In a recent case entitled Gonzalez v. Tanimura & Antle Inc., a federal court in Arizona ruled that farm workers who waited in their employer’s parking lot until the ice melted from the crops they were going to pick were “engaged to be waiting,” rather than “waiting to be engaged” and therefore entitled to compensation for the time they spent waiting.
The court ruled that the named plaintiff and fifty-five other should have been paid for the time they spent waiting in the parking lot. The fact that they could buy coffee, or play cards or even play soccer while they waited for the crops to de-ice did not turn the time into non-compensable time. The judge stated that these “personal activities” were more like time-filling activities, rather than personal pursuits that the workers would engage in if they had not gone to the parking lot to commence their work for the day.
The workers picked lettuce and broccoli. The majority of them lived in Mexico and walked about an hour to arrive at the parking lot. From that meeting place, they rode on company-provided buses to the fields, some 10-40 miles away. Every day during the harvest season (November-March), the workers were told when to report to the parking lot on the next day. If frost was predicted, the workers were told to report later, as the harvest could not commence until the ice melted. On occasion, ice was found on the crops after the workers got to the parking lot. Thus, they were unable to commence work and they stayed in the parking lot, although some bought coffee, or played cards, dice, or soccer. The plaintiffs alleged that they were required to wait for their employer’s convenience and benefit, turning their waiting time into compensable time.
The employer defended by contending that it did not owe any monies because the ice in the fields was an “act of God.” The court rejected this defense, concluding that “the ice actually was foreseeable because it happened quite often in Yuma during the winter months.” The court noted that the supervisors would set later start times for “the next morning based on their belief that ice would form” and that “because of the predictability of the ice, defendant could have set a later start time during the winter months.
This case raises the difficult and gray issue of what constitutes working time. Again, as in so many of these instances, it is the notion of employer compulsion or direction that is at the heart of the matter. The workers were directed to report by the employer at a certain time to a certain place. That conditions outside their (or anyone’s) control delayed the commencement of their “real” work did not render their waiting time non-compensable.
Engaged to be waiting to waiting to be engaged? It depends.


What is required → Note how many lines in these entries contain "Property", and reply with that number alone.

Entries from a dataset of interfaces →

---+---

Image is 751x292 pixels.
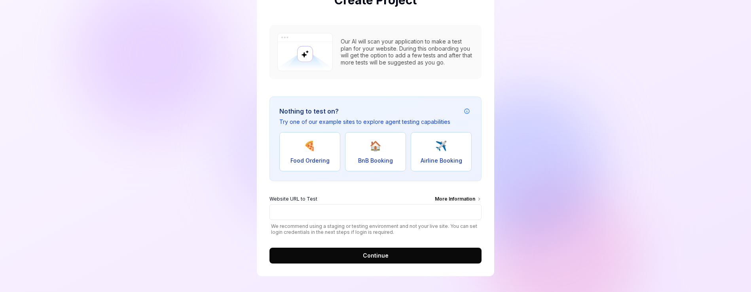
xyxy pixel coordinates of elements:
button: ✈️Airline Booking [411,132,472,171]
span: BnB Booking [358,156,393,165]
button: Continue [270,248,482,264]
span: We recommend using a staging or testing environment and not your live site. You can set login cre... [270,223,482,235]
span: 🍕 [304,139,316,153]
button: 🏠BnB Booking [345,132,406,171]
div: More Information [435,196,482,204]
p: Try one of our example sites to explore agent testing capabilities [279,118,450,126]
span: Food Ordering [291,156,330,165]
span: Airline Booking [421,156,462,165]
input: Website URL to TestMore Information [270,204,482,220]
button: Example attribution information [462,106,472,116]
span: Continue [363,251,389,260]
span: 🏠 [370,139,382,153]
span: Website URL to Test [270,196,317,204]
button: 🍕Food Ordering [279,132,340,171]
div: Our AI will scan your application to make a test plan for your website. During this onboarding yo... [341,38,474,66]
h3: Nothing to test on? [279,106,450,116]
span: ✈️ [435,139,447,153]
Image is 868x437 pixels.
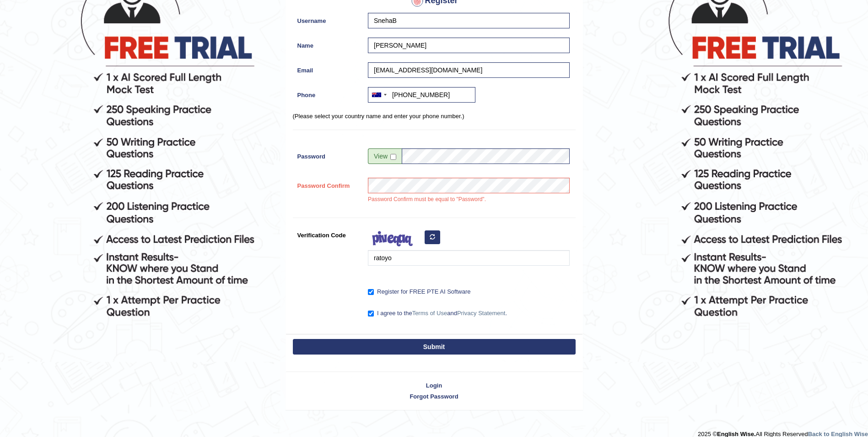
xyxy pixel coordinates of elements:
label: Username [293,13,363,25]
input: Register for FREE PTE AI Software [368,289,374,295]
label: Password [293,149,363,161]
input: Show/Hide Password [390,154,396,160]
button: Submit [293,339,576,355]
a: Forgot Password [286,392,582,400]
label: I agree to the and . [368,309,507,318]
input: +61 412 345 678 [368,87,475,103]
label: Email [293,62,363,75]
label: Password Confirm [293,178,363,190]
div: Australia: +61 [368,88,390,102]
a: Login [286,381,582,390]
p: (Please select your country name and enter your phone number.) [293,112,576,120]
label: Verification Code [293,227,363,239]
label: Register for FREE PTE AI Software [368,287,471,296]
a: Terms of Use [412,309,448,317]
a: Privacy Statement [457,309,505,317]
label: Phone [293,87,363,99]
input: I agree to theTerms of UseandPrivacy Statement. [368,311,374,317]
label: Name [293,37,363,50]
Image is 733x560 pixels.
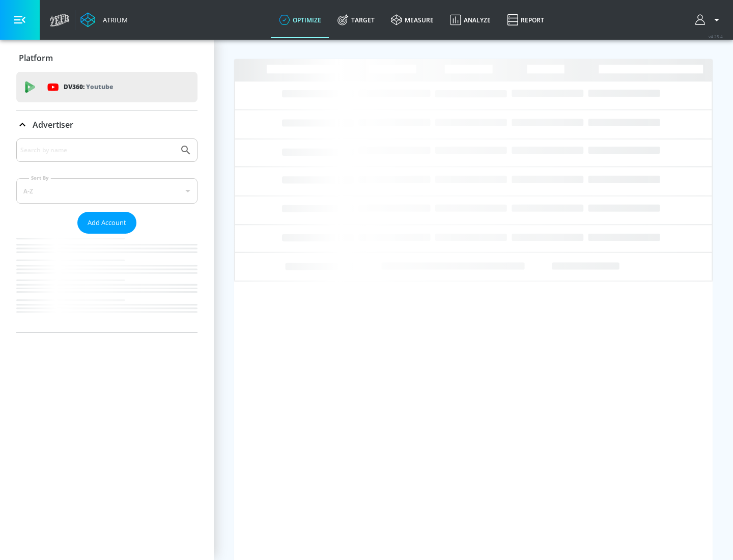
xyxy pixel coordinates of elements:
span: Add Account [88,217,126,229]
div: Atrium [99,15,128,24]
label: Sort By [29,174,51,181]
p: DV360: [63,82,113,93]
a: Atrium [80,12,128,27]
input: Search by name [20,144,174,157]
p: Advertiser [33,119,73,130]
div: Advertiser [16,110,197,139]
a: measure [383,1,442,38]
div: Platform [16,44,197,73]
a: optimize [270,1,329,38]
a: Target [329,1,383,38]
nav: list of Advertiser [16,234,197,333]
p: Platform [19,52,53,63]
button: Add Account [77,212,137,234]
a: Report [498,1,552,38]
div: Advertiser [16,139,197,333]
span: v 4.25.4 [708,33,723,39]
p: Youtube [86,82,113,92]
div: DV360: Youtube [16,72,197,103]
a: Analyze [442,1,498,38]
div: A-Z [16,178,197,204]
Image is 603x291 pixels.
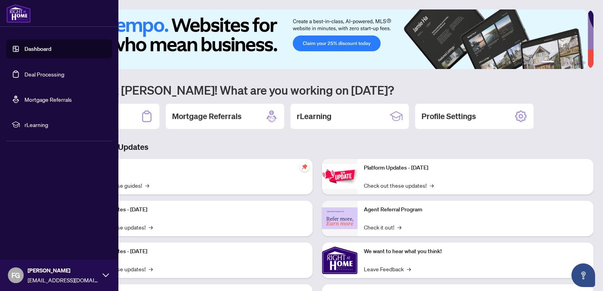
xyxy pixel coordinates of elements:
a: Check it out!→ [364,223,401,232]
img: Agent Referral Program [322,207,357,229]
p: Agent Referral Program [364,205,587,214]
button: 5 [576,61,579,64]
span: → [149,265,153,273]
p: We want to hear what you think! [364,247,587,256]
h1: Welcome back [PERSON_NAME]! What are you working on [DATE]? [41,82,593,97]
img: We want to hear what you think! [322,243,357,278]
span: FG [11,270,20,281]
p: Platform Updates - [DATE] [83,205,306,214]
img: Slide 0 [41,9,587,69]
h3: Brokerage & Industry Updates [41,142,593,153]
p: Self-Help [83,164,306,172]
h2: Mortgage Referrals [172,111,241,122]
a: Leave Feedback→ [364,265,411,273]
span: [EMAIL_ADDRESS][DOMAIN_NAME] [28,276,99,284]
img: logo [6,4,31,23]
h2: Profile Settings [421,111,476,122]
button: 6 [582,61,585,64]
a: Mortgage Referrals [24,96,72,103]
span: → [407,265,411,273]
button: 3 [563,61,566,64]
button: 1 [541,61,554,64]
span: pushpin [300,162,309,172]
button: 4 [570,61,573,64]
p: Platform Updates - [DATE] [83,247,306,256]
a: Dashboard [24,45,51,52]
p: Platform Updates - [DATE] [364,164,587,172]
span: [PERSON_NAME] [28,266,99,275]
button: Open asap [571,263,595,287]
span: → [149,223,153,232]
img: Platform Updates - June 23, 2025 [322,164,357,189]
span: → [430,181,433,190]
span: → [145,181,149,190]
span: → [397,223,401,232]
button: 2 [557,61,560,64]
a: Deal Processing [24,71,64,78]
span: rLearning [24,120,106,129]
a: Check out these updates!→ [364,181,433,190]
h2: rLearning [297,111,331,122]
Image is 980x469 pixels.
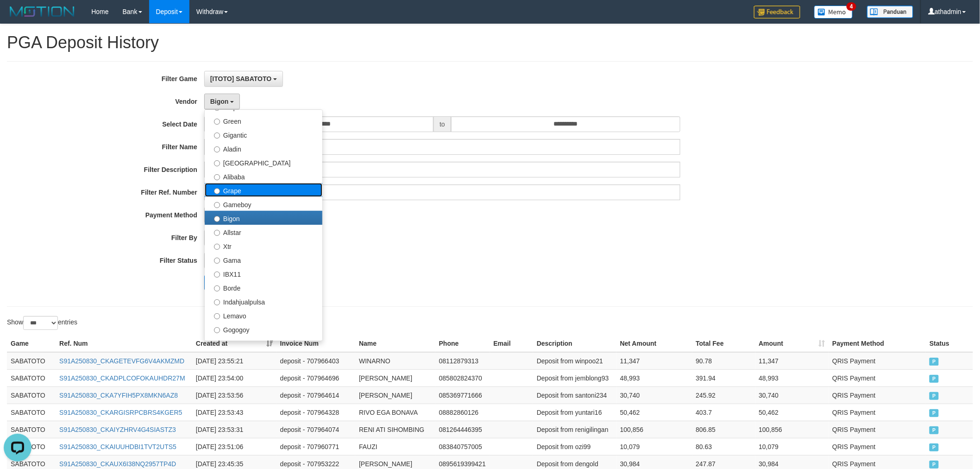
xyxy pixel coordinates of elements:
[929,409,939,417] span: PAID
[355,403,436,421] td: RIVO EGA BONAVA
[60,409,182,416] a: S91A250830_CKARGISRPCBRS4KGER5
[60,374,185,382] a: S91A250830_CKADPLCOFOKAUHDR27M
[617,336,692,352] th: Net Amount
[7,352,56,369] td: SABATOTO
[204,94,241,110] button: Bigon
[214,230,220,236] input: Allstar
[829,352,926,369] td: QRIS Payment
[192,403,277,421] td: [DATE] 23:53:43
[214,118,220,124] input: Green
[277,421,355,438] td: deposit - 707964074
[533,438,617,455] td: Deposit from ozi99
[7,369,56,386] td: SABATOTO
[277,369,355,386] td: deposit - 707964696
[814,6,853,19] img: Button%20Memo.svg
[355,369,436,386] td: [PERSON_NAME]
[60,357,184,364] a: S91A250830_CKAGETEVFG6V4AKMZMD
[617,438,692,455] td: 10,079
[533,421,617,438] td: Deposit from renigilingan
[436,386,490,403] td: 085369771666
[60,443,176,450] a: S91A250830_CKAIUUHDBI1TVT2UTS5
[205,267,322,281] label: IBX11
[434,117,451,132] span: to
[192,369,277,386] td: [DATE] 23:54:00
[829,421,926,438] td: QRIS Payment
[7,5,78,19] img: MOTION_logo.png
[533,403,617,421] td: Deposit from yuntari16
[205,141,322,155] label: Aladin
[533,386,617,403] td: Deposit from santoni234
[210,75,272,83] span: [ITOTO] SABATOTO
[490,336,533,352] th: Email
[617,386,692,403] td: 30,740
[214,314,220,320] input: Lemavo
[7,421,56,438] td: SABATOTO
[533,336,617,352] th: Description
[214,300,220,306] input: Indahjualpulsa
[214,188,220,194] input: Grape
[847,2,857,11] span: 4
[533,369,617,386] td: Deposit from jemblong93
[867,6,913,18] img: panduan.png
[214,202,220,208] input: Gameboy
[277,438,355,455] td: deposit - 707960771
[755,336,829,352] th: Amount: activate to sort column ascending
[192,438,277,455] td: [DATE] 23:51:06
[214,146,220,152] input: Aladin
[205,281,322,295] label: Borde
[214,328,220,334] input: Gogogoy
[205,183,322,197] label: Grape
[60,460,176,468] a: S91A250830_CKAUX6I38NQ2957TP4D
[617,352,692,369] td: 11,347
[617,421,692,438] td: 100,856
[829,403,926,421] td: QRIS Payment
[214,244,220,250] input: Xtr
[436,421,490,438] td: 081264446395
[436,403,490,421] td: 08882860126
[355,352,436,369] td: WINARNO
[436,438,490,455] td: 083840757005
[929,461,939,469] span: PAID
[7,336,56,352] th: Game
[929,426,939,434] span: PAID
[692,421,755,438] td: 806.85
[277,403,355,421] td: deposit - 707964328
[4,4,32,32] button: Open LiveChat chat widget
[355,386,436,403] td: [PERSON_NAME]
[214,272,220,278] input: IBX11
[755,386,829,403] td: 30,740
[692,352,755,369] td: 90.78
[205,309,322,323] label: Lemavo
[7,316,78,330] label: Show entries
[617,403,692,421] td: 50,462
[205,225,322,239] label: Allstar
[692,336,755,352] th: Total Fee
[205,197,322,211] label: Gameboy
[192,352,277,369] td: [DATE] 23:55:21
[205,337,322,350] label: Itudo
[205,295,322,309] label: Indahjualpulsa
[755,403,829,421] td: 50,462
[60,391,178,399] a: S91A250830_CKA7YFIH5PX8MKN6AZ8
[829,336,926,352] th: Payment Method
[205,253,322,267] label: Gama
[692,386,755,403] td: 245.92
[755,421,829,438] td: 100,856
[205,323,322,337] label: Gogogoy
[7,403,56,421] td: SABATOTO
[355,421,436,438] td: RENI ATI SIHOMBING
[192,386,277,403] td: [DATE] 23:53:56
[7,34,973,52] h1: PGA Deposit History
[755,438,829,455] td: 10,079
[929,392,939,400] span: PAID
[829,369,926,386] td: QRIS Payment
[205,211,322,225] label: Bigon
[436,369,490,386] td: 085802824370
[692,403,755,421] td: 403.7
[192,421,277,438] td: [DATE] 23:53:31
[755,352,829,369] td: 11,347
[929,357,939,365] span: PAID
[204,71,283,87] button: [ITOTO] SABATOTO
[214,132,220,138] input: Gigantic
[829,438,926,455] td: QRIS Payment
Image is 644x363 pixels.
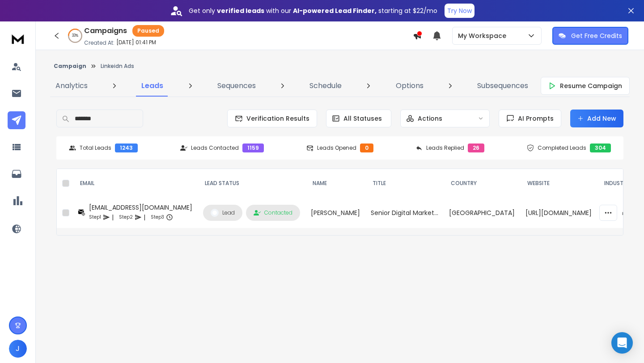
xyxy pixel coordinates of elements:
[243,114,309,123] span: Verification Results
[538,145,586,152] p: Completed Leads
[144,213,146,221] p: |
[391,75,429,96] a: Options
[212,75,261,96] a: Sequences
[590,144,611,153] div: 304
[498,110,562,127] button: AI Prompts
[343,114,382,123] p: All Statuses
[80,145,112,152] p: Total Leads
[89,203,192,212] div: [EMAIL_ADDRESS][DOMAIN_NAME]
[426,145,464,152] p: Leads Replied
[50,75,93,96] a: Analytics
[189,6,438,15] p: Get only with our starting at $22/mo
[89,213,101,221] p: Step 1
[396,81,423,91] p: Options
[54,62,86,70] button: Campaign
[142,81,163,91] p: Leads
[84,25,127,36] h1: Campaigns
[472,75,534,96] a: Subsequences
[360,144,373,153] div: 0
[305,169,366,198] th: NAME
[72,33,78,39] p: 33 %
[366,169,444,198] th: Title
[116,39,156,46] p: [DATE] 01:41 PM
[242,144,264,153] div: 1159
[305,75,347,96] a: Schedule
[552,27,628,45] button: Get Free Credits
[521,198,597,228] td: [URL][DOMAIN_NAME]
[217,6,264,15] strong: verified leads
[132,25,165,36] div: Paused
[309,81,342,91] p: Schedule
[198,169,305,198] th: LEAD STATUS
[305,198,366,228] td: [PERSON_NAME]
[444,198,521,228] td: [GEOGRAPHIC_DATA]
[254,210,293,217] div: Contacted
[418,114,442,123] p: Actions
[447,6,472,15] p: Try Now
[55,81,88,91] p: Analytics
[571,32,623,40] p: Get Free Credits
[570,110,623,127] button: Add New
[612,332,633,354] div: Open Intercom Messenger
[9,30,27,47] img: logo
[100,62,134,70] p: Linkeidn Ads
[541,77,630,95] button: Resume Campaign
[521,169,597,198] th: Website
[514,114,554,123] span: AI Prompts
[210,209,235,217] div: Lead
[151,213,165,221] p: Step 3
[366,198,444,228] td: Senior Digital Marketing Manager
[477,81,528,91] p: Subsequences
[317,145,357,152] p: Leads Opened
[9,340,27,357] button: J
[468,144,484,153] div: 26
[218,81,256,91] p: Sequences
[191,145,239,152] p: Leads Contacted
[115,144,138,153] div: 1243
[73,169,198,198] th: EMAIL
[458,32,510,40] p: My Workspace
[445,4,475,18] button: Try Now
[444,169,521,198] th: Country
[293,6,377,15] strong: AI-powered Lead Finder,
[136,75,169,96] a: Leads
[112,213,114,221] p: |
[119,213,133,221] p: Step 2
[227,110,317,127] button: Verification Results
[84,40,115,47] p: Created At:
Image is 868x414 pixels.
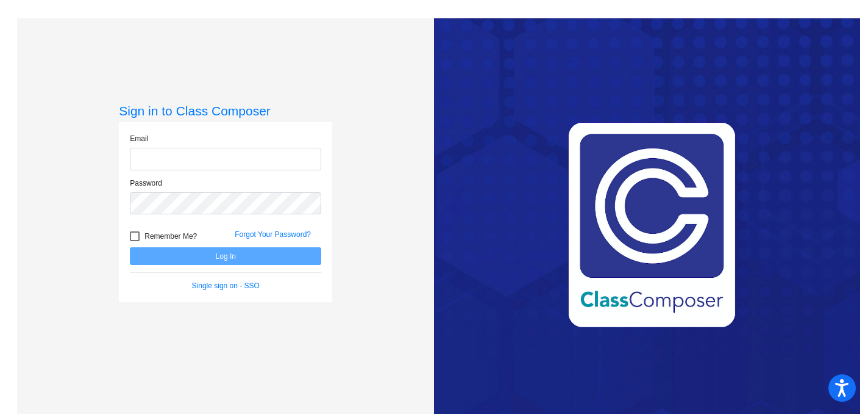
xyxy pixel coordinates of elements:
[145,229,197,244] span: Remember Me?
[130,247,322,265] button: Log In
[192,281,260,290] a: Single sign on - SSO
[235,230,311,238] a: Forgot Your Password?
[130,133,148,144] label: Email
[119,103,332,118] h3: Sign in to Class Composer
[130,178,162,188] label: Password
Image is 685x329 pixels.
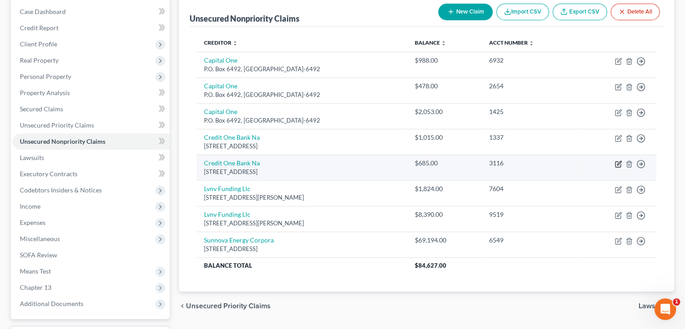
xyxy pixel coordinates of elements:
[654,298,676,320] iframe: Intercom live chat
[204,219,400,227] div: [STREET_ADDRESS][PERSON_NAME]
[20,186,102,194] span: Codebtors Insiders & Notices
[20,299,83,307] span: Additional Documents
[673,298,680,305] span: 1
[441,41,446,46] i: unfold_more
[20,121,94,129] span: Unsecured Priority Claims
[197,257,407,273] th: Balance Total
[638,302,674,309] button: Lawsuits chevron_right
[204,90,400,99] div: P.O. Box 6492, [GEOGRAPHIC_DATA]-6492
[204,244,400,253] div: [STREET_ADDRESS]
[204,210,250,218] a: Lvnv Funding Llc
[438,4,493,20] button: New Claim
[20,56,59,64] span: Real Property
[415,81,475,90] div: $478.00
[20,89,70,96] span: Property Analysis
[20,8,66,15] span: Case Dashboard
[20,137,105,145] span: Unsecured Nonpriority Claims
[190,13,299,24] div: Unsecured Nonpriority Claims
[489,56,570,65] div: 6932
[20,235,60,242] span: Miscellaneous
[13,247,170,263] a: SOFA Review
[186,302,271,309] span: Unsecured Priority Claims
[179,302,271,309] button: chevron_left Unsecured Priority Claims
[179,302,186,309] i: chevron_left
[204,167,400,176] div: [STREET_ADDRESS]
[204,236,274,244] a: Sunnova Energy Corpora
[489,235,570,244] div: 6549
[232,41,238,46] i: unfold_more
[415,107,475,116] div: $2,053.00
[415,158,475,167] div: $685.00
[20,105,63,113] span: Secured Claims
[13,149,170,166] a: Lawsuits
[204,108,237,115] a: Capital One
[204,39,238,46] a: Creditor unfold_more
[611,4,660,20] button: Delete All
[489,107,570,116] div: 1425
[204,142,400,150] div: [STREET_ADDRESS]
[20,72,71,80] span: Personal Property
[13,20,170,36] a: Credit Report
[496,4,549,20] button: Import CSV
[415,235,475,244] div: $69,194.00
[204,116,400,125] div: P.O. Box 6492, [GEOGRAPHIC_DATA]-6492
[415,210,475,219] div: $8,390.00
[20,283,51,291] span: Chapter 13
[20,40,57,48] span: Client Profile
[415,56,475,65] div: $988.00
[489,210,570,219] div: 9519
[20,267,51,275] span: Means Test
[20,154,44,161] span: Lawsuits
[13,4,170,20] a: Case Dashboard
[529,41,534,46] i: unfold_more
[204,56,237,64] a: Capital One
[13,133,170,149] a: Unsecured Nonpriority Claims
[20,202,41,210] span: Income
[204,133,260,141] a: Credit One Bank Na
[489,158,570,167] div: 3116
[415,133,475,142] div: $1,015.00
[489,39,534,46] a: Acct Number unfold_more
[204,65,400,73] div: P.O. Box 6492, [GEOGRAPHIC_DATA]-6492
[204,82,237,90] a: Capital One
[13,166,170,182] a: Executory Contracts
[204,185,250,192] a: Lvnv Funding Llc
[489,184,570,193] div: 7604
[20,24,59,32] span: Credit Report
[13,101,170,117] a: Secured Claims
[13,85,170,101] a: Property Analysis
[415,184,475,193] div: $1,824.00
[13,117,170,133] a: Unsecured Priority Claims
[552,4,607,20] a: Export CSV
[20,251,57,258] span: SOFA Review
[204,193,400,202] div: [STREET_ADDRESS][PERSON_NAME]
[20,170,77,177] span: Executory Contracts
[415,262,446,269] span: $84,627.00
[638,302,667,309] span: Lawsuits
[489,133,570,142] div: 1337
[20,218,45,226] span: Expenses
[489,81,570,90] div: 2654
[204,159,260,167] a: Credit One Bank Na
[415,39,446,46] a: Balance unfold_more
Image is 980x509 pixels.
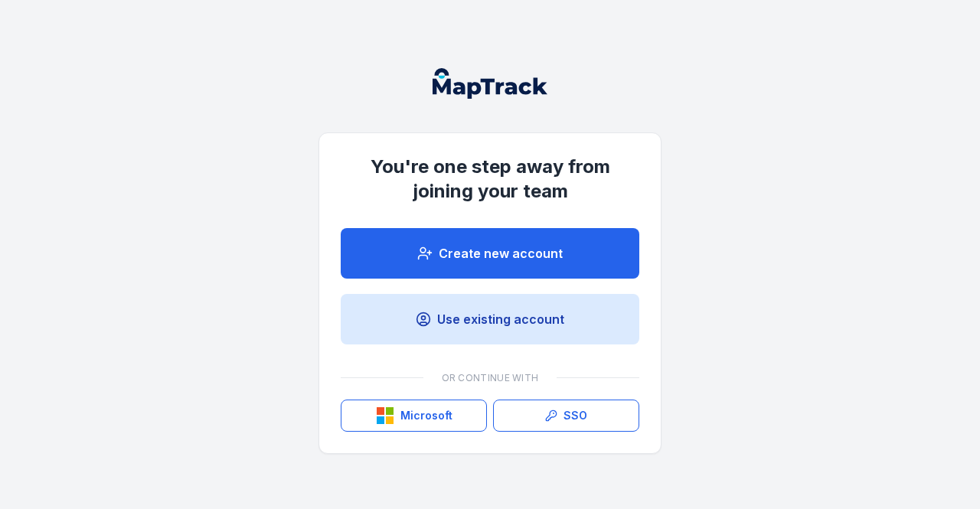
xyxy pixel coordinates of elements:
a: Use existing account [341,294,639,345]
button: Microsoft [341,400,486,431]
a: Create new account [341,228,639,278]
h1: You're one step away from joining your team [341,155,639,204]
div: Or continue with [341,363,639,393]
a: SSO [493,400,639,431]
nav: Global [408,68,571,99]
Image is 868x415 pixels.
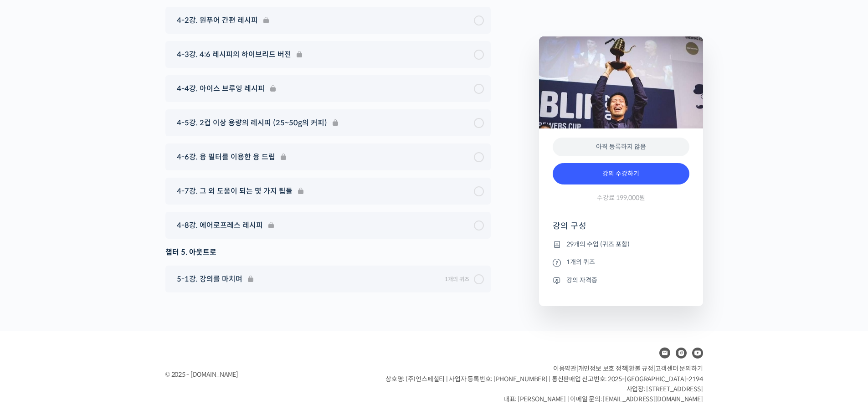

---+---

Answer to this task → 4